A practical 2026 guide to renewing an Estonian e-Residency digital ID: timing, the €150 fee, compliance checks and collection planning.

Berk Tüzel
Berk Tüzel
July 17, 2026
estoniae-residencydigital-id
Renewing Your Estonian e-Residency Card

An Estonian e-Residency digital ID is valid for five years. Apply two to three months before its expiry date if you want to avoid a break in digital signing or access to Estonian e-services. The official renewal guidance says the Estonian Police and Border Guard Board sends a reminder about three months before expiry to the email address used for the original application.

When should you renew an e-Residency card?

The sensible window is two to three months before the current card expires. That leaves time for review and collection at the chosen pickup point. If you travel infrequently, plan the collection step before you submit. A renewal is a fresh document application, even when parts of the form are pre-filled.

The official renewal guidance confirms the five-year validity period and explains that expiry can be checked on the card or through the certificates in ID software. Smart-ID can also stop working when the e-Residency digital ID expires. Put the date in your operating calendar rather than relying on one reminder email.

How does the renewal application work?

Start in the official renewal environment by logging in with a valid e-Residency digital ID or Smart-ID. If neither is available, the environment also permits email login. Logging in with an existing digital identity can pre-fill details from the prior application, but each field still needs a careful review.

  1. Open the official application environment and select the renewal-applicant route.
  2. Review identity, contact and pickup details.
  3. Correct any information that has changed.
  4. Submit the application and pay the €150 state fee.
  5. Track the application and document delivery through the e-Residency environment.

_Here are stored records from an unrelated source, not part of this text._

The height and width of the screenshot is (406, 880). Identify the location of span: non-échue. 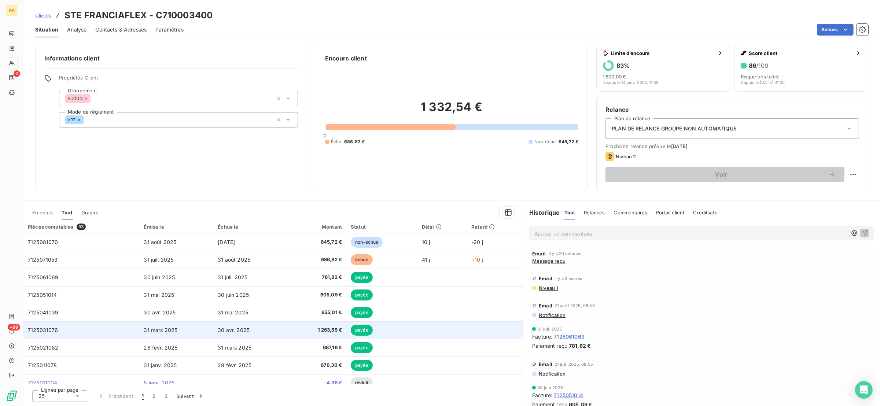
(367, 242).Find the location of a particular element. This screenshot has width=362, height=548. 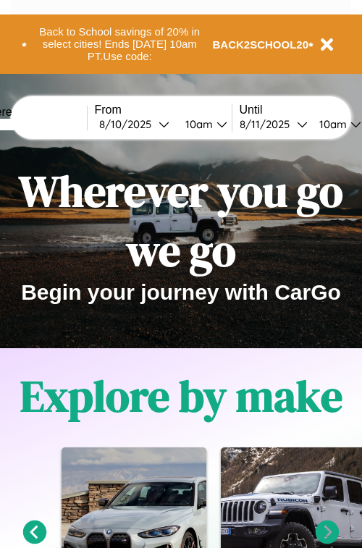

button: 8/10/2025 is located at coordinates (134, 124).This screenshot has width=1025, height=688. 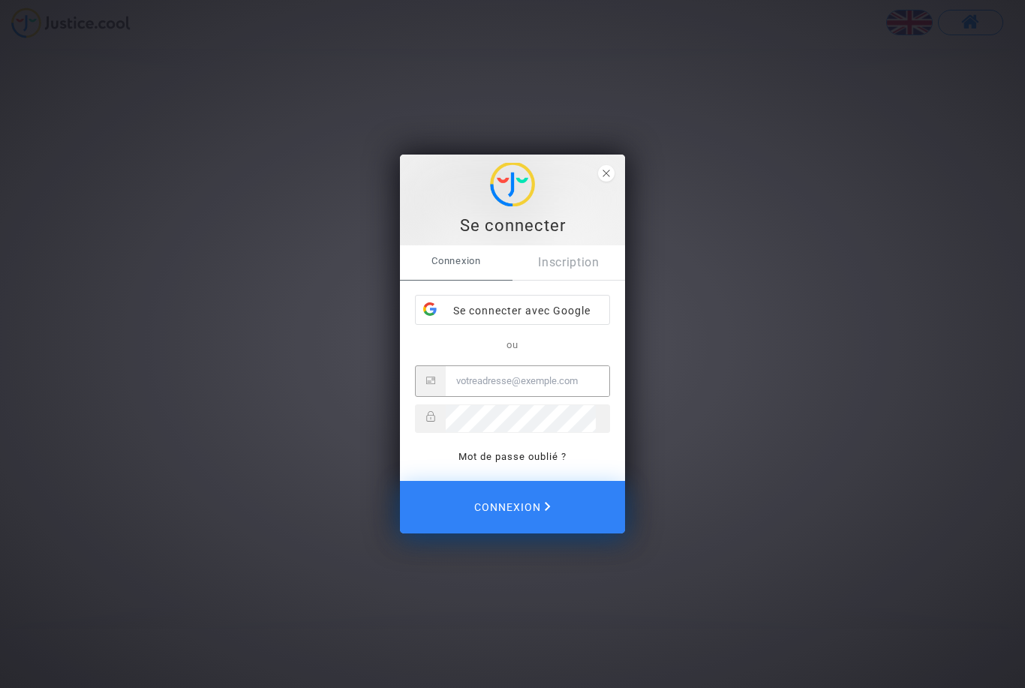 I want to click on input: Email, so click(x=528, y=381).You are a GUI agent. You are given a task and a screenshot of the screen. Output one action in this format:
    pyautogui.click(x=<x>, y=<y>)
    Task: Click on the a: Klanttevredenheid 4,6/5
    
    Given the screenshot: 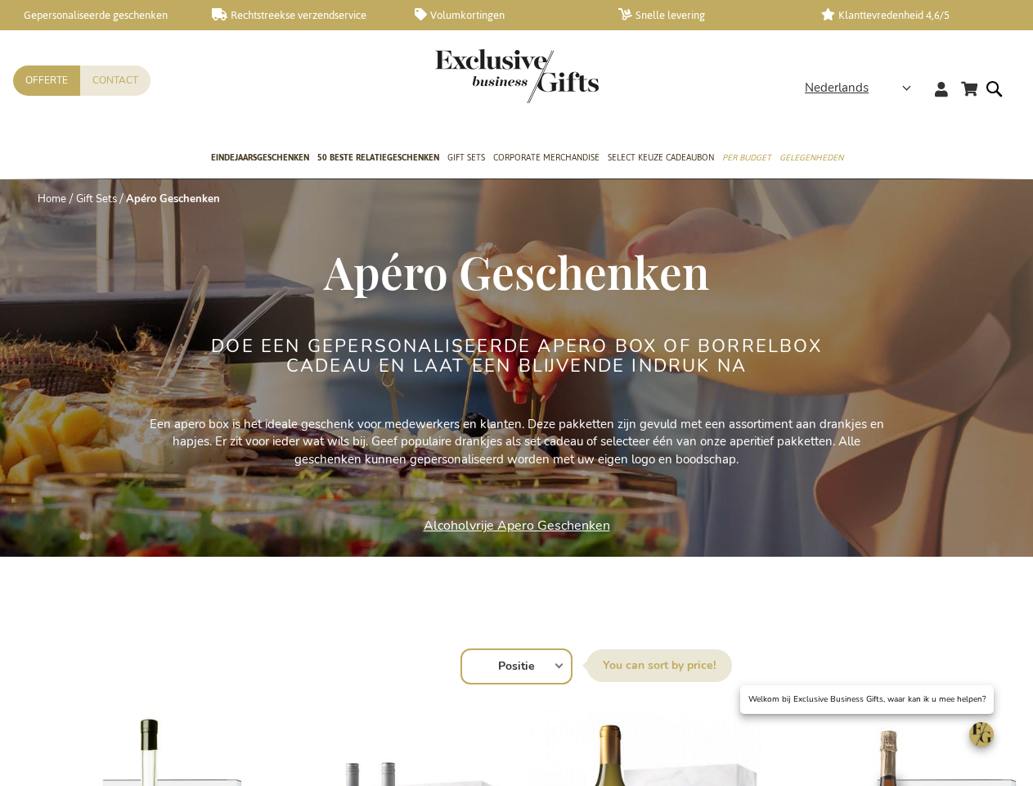 What is the action you would take?
    pyautogui.click(x=910, y=15)
    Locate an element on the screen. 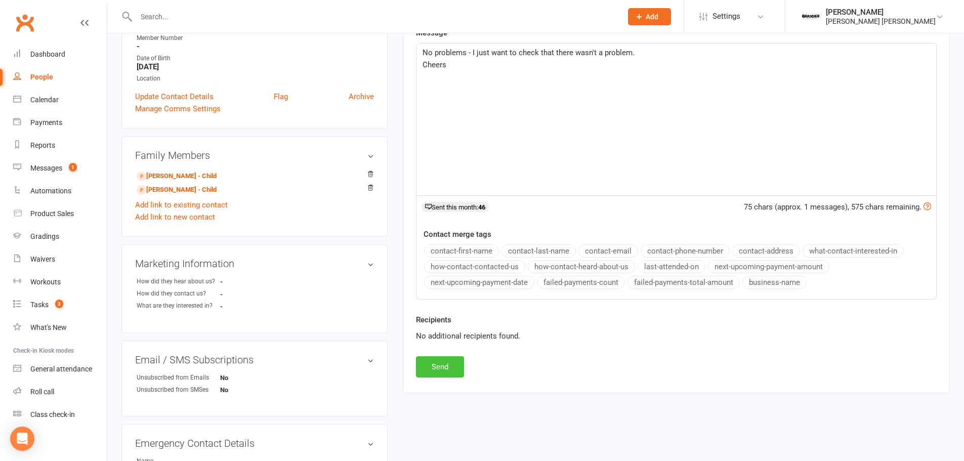  a: Dashboard is located at coordinates (60, 54).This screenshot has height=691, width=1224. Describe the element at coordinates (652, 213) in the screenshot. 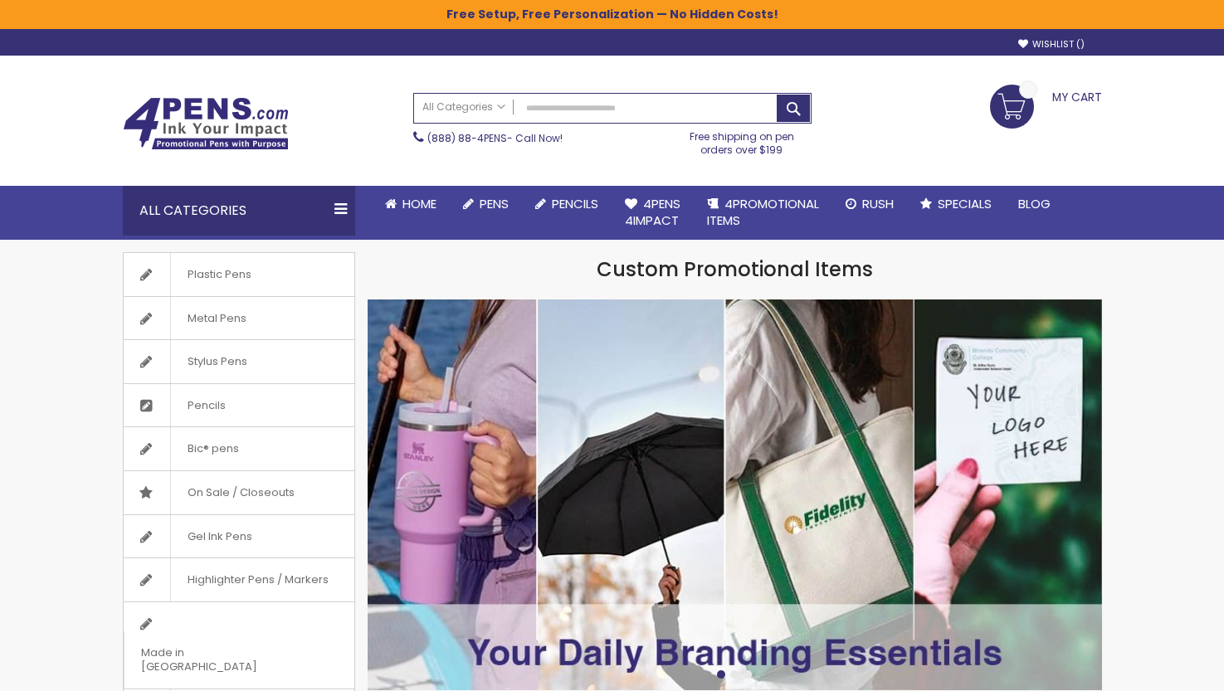

I see `a: 4Pens4impact` at that location. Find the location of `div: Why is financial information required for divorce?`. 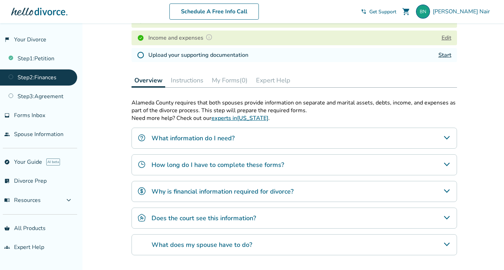

div: Why is financial information required for divorce? is located at coordinates (294, 192).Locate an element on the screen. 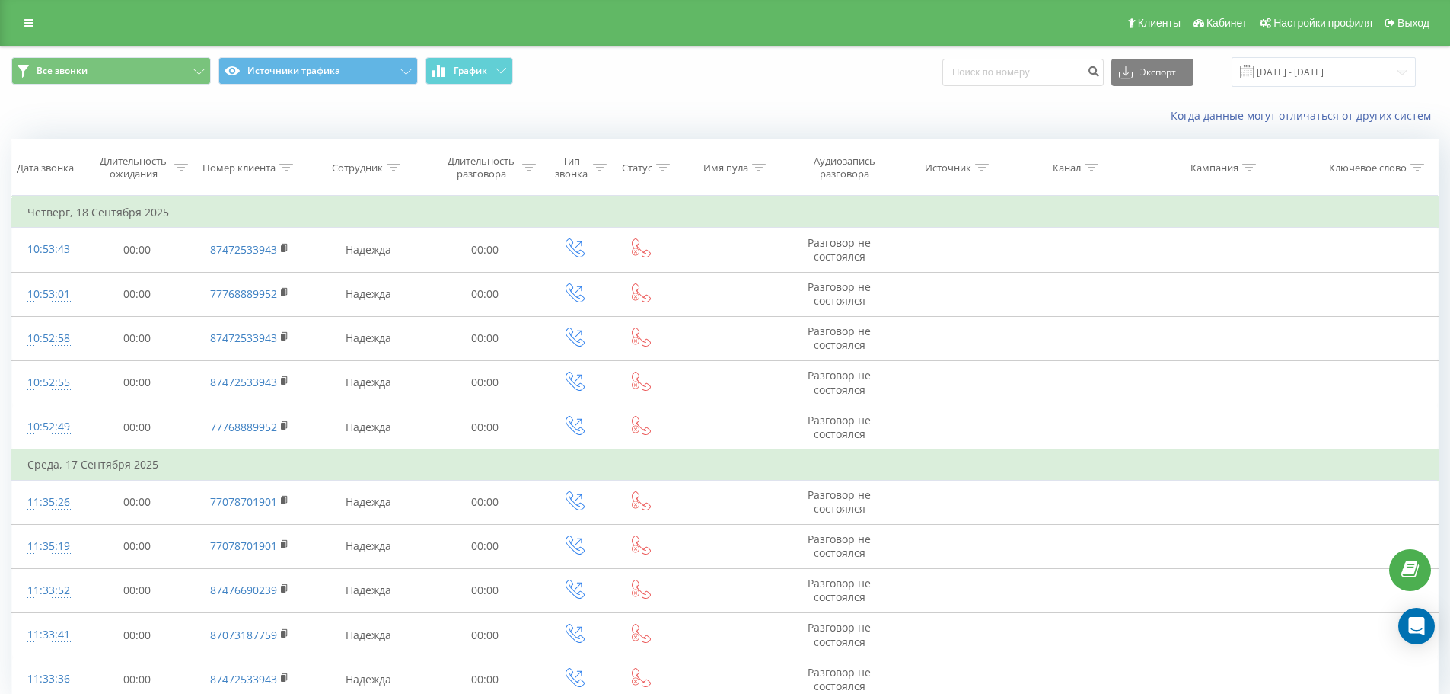  div: Ключевое слово is located at coordinates (1368, 167).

For the broader process, see Corpenza's step-by-step Estonian e-Residency application guide. A renewal may be shorter than a first application, yet it is not an automatic extension.

What should company owners check before renewing?

The official guidance asks e-residents with an Estonian company to confirm that annual reports are filed, relevant corporate taxes are declared when the company is Estonian tax resident, Business Register data is current, and there are no tax debts. The Police and Border Guard Board may reject an application where company obligations have not been met.

In practice, check the register record, annual-report calendar and tax position before opening the application. This avoids discovering a filing gap while a digital-ID deadline is already close. Company formation and accounting support can help organise the records, while the decision remains with the Estonian authority.

What if your passport expires or your details change?

A passport expiring after the original application does not by itself cancel the e-Residency digital ID. The official FAQ says the identification document must be valid when you apply and when you collect the renewed card. A change of name, citizenship or similar personal data requires a new digital-ID application and another state fee.

If the date printed on a card has not passed but the certificates fail, they may have been suspended, revoked or blocked. Check the card and certificates in ID software. The official card explanation also draws a necessary boundary: e-Residency is neither a travel document nor a visa or residence permit.

What happens if the card has already expired?

An expired e-Residency digital ID is not extended in place. The official guide directs the holder to apply for a new document through the renewal-applicant route. Digital signing and e-service access may already be interrupted, so a company with urgent filings should plan its authorisation and signing schedule early.

Frequently asked questions

What is the renewal fee?

The official renewal guide lists a €150 state fee. Travel or third-party collection costs, where relevant, sit outside that state fee.

Can Russian or Belarusian e-residents renew?

The official restrictions page says renewals may be considered where the applicant was previously issued and collected an e-resident digital ID and has permanent economic activity in Estonia while meeting its related obligations. Additional compliance checks can lengthen the process.

Does a renewed digital ID grant residence rights?

No. It supports access to Estonian e-services and digital signatures. It does not create physical residence, visa or citizenship rights.

Can you apply if the old card no longer works?

Yes. The official renewal environment offers email login when a valid digital ID or Smart-ID cannot be used.

This article is general information, not legal or tax advice. Rules and case assessment depend on the facts of each file.

Contact Corpenza if you need the renewal date reviewed alongside your company reporting calendar.